Trump administration investigates Harvard legal review 'racial discrimination' | Trump administration

The Trump administration said it would investigate whether Harvard University and student-run magazine Harvard Law Review violated civil rights laws when the editors of famous journals quickly complied with an article written by people of minorities.

The investigation news Monday night came hours after a federal judge agreed to speed up the lawsuit at Harvard University. The Ivy League elite private university is the oldest and richest in the United States, warning that the freeze will threaten important medical and scientific research.

"The article selection process of Harvard Law Review appears to be based on race, adopting a trophy system, selecting winners and losers on race basis," said Craig Trainer, Acting Assistant Secretary of Civil Rights at the U.S. Department of Education.

The government believes that schools and legal review magazines may have violated Chapter VI of the Civil Rights Act of 1964 and allegedly engaged in "racial-based discrimination."

A Harvard representative said the school is “committed to ensuring that the programs and activities it supervises comply with all applicable laws and investigate any credible violations”.

The Harvard Legal Review representative is a legally independent student organization and did not immediately respond to emails seeking comments.

Since taking office, Donald Trump has weakened the diversity, equity and inclusion (DEI) program – an initiative aimed at improving marginalized groups facing and facing a long history of discrimination. The U.S. president describes steps aimed at helping racial and sexual minorities and women as discriminatory to whites and men.

Harvard University has widely resisted government demands, including government calls for restructuring the governance of private universities, changing their recruitment and admission practices to ensure ideological balance of perspectives and end certain academic programs.

Harvard University sued the government last week, refusing to call the government's anti-Semitism task force that said the university president was an illegal request from the government's anti-Semitism task force that "controls the people we hire and we teach."

The first hearing in the case was in Boston on Monday by U.S. District Judge Allison Burroughs. Harvard University warned that research on threat cuts was at risk, and the judge set a hearing for the case on July 21.

Rather than seeking a preliminary injunction to stop the freezing before the lawsuit’s outcome, Harvard chose to skip the merits of a case that was directly resolved with the U.S. Department of Justice and the U.S. Department of Justice required a judge to be promptly resolved.

Harvard and other universities have seen government funding for how they handled the Israeli war that swept across campus last year and issues such as DEI, climate initiatives and transgender policies are under threat from the government.

The Trump administration announced in late March that it would initiate a $9 billion review of grants and contracts with Harvard, indicating that the school has failed to take root in anti-Semitism.

Since then, the Trump administration has frozen $2.3 billion in funding to Harvard, threatening to deprive it of tax exemption and deprive it of its ability to enroll foreign students and other measures. Rights groups raise concerns about free speech and academic freedom in government steps.

Harvard University has said that despite its commitment to combat anti-Semitism, Tatrup's detailed demands violate the First Amendment guarantee of freedom of speech.

Harvard University announced Monday it will rename the office of “Equity, Diversity, Inclusion and Attribution” to “Community and Campus Life.” Trump passed executive orders aimed at dismantling the DEIs in the government and private sectors. Harvard’s announcement in an internal email did not list what happened due to the renaming.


» BRIEF:
In the listing beneath this line, copy exactly the lines starting with the one containing "You are a GUI" and going on through the one containing "Image resolution: width=255".

» INPUT MATERIAL:
---------------

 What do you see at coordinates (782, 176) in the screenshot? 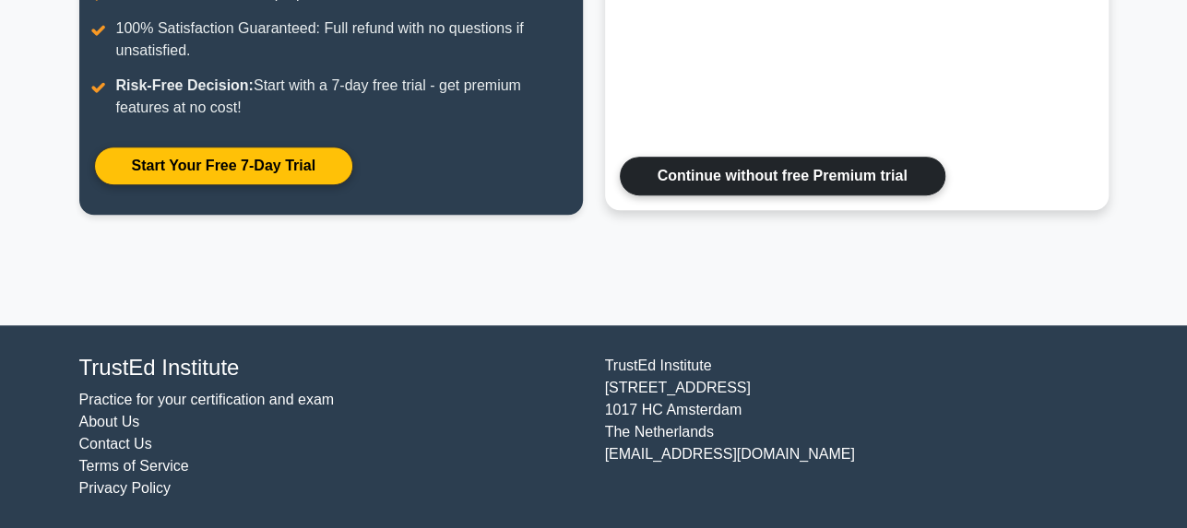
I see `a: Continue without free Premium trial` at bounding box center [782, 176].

---------------

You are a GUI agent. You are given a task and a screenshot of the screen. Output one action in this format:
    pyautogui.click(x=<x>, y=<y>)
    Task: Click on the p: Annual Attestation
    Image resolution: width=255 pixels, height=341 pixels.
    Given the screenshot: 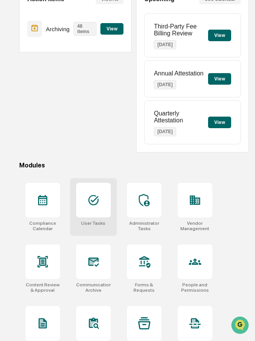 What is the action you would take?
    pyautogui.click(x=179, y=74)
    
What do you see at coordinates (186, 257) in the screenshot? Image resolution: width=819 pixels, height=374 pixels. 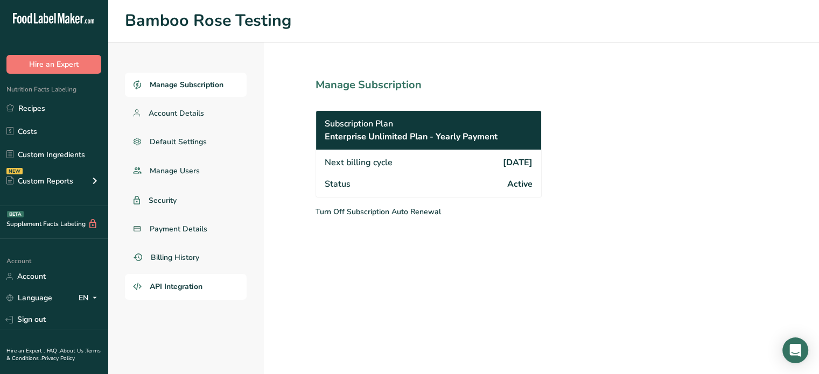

---------------

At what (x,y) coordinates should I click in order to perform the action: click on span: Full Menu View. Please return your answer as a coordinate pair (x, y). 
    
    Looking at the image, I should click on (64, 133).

---------------

» RESPONSE TO THIS TASK:
You are a GUI agent. You are given a task and a screenshot of the screen. Output one action in this format:
    pyautogui.click(x=<x>, y=<y>)
    Task: Click on the p: Annual Attestation
    Image resolution: width=255 pixels, height=341 pixels.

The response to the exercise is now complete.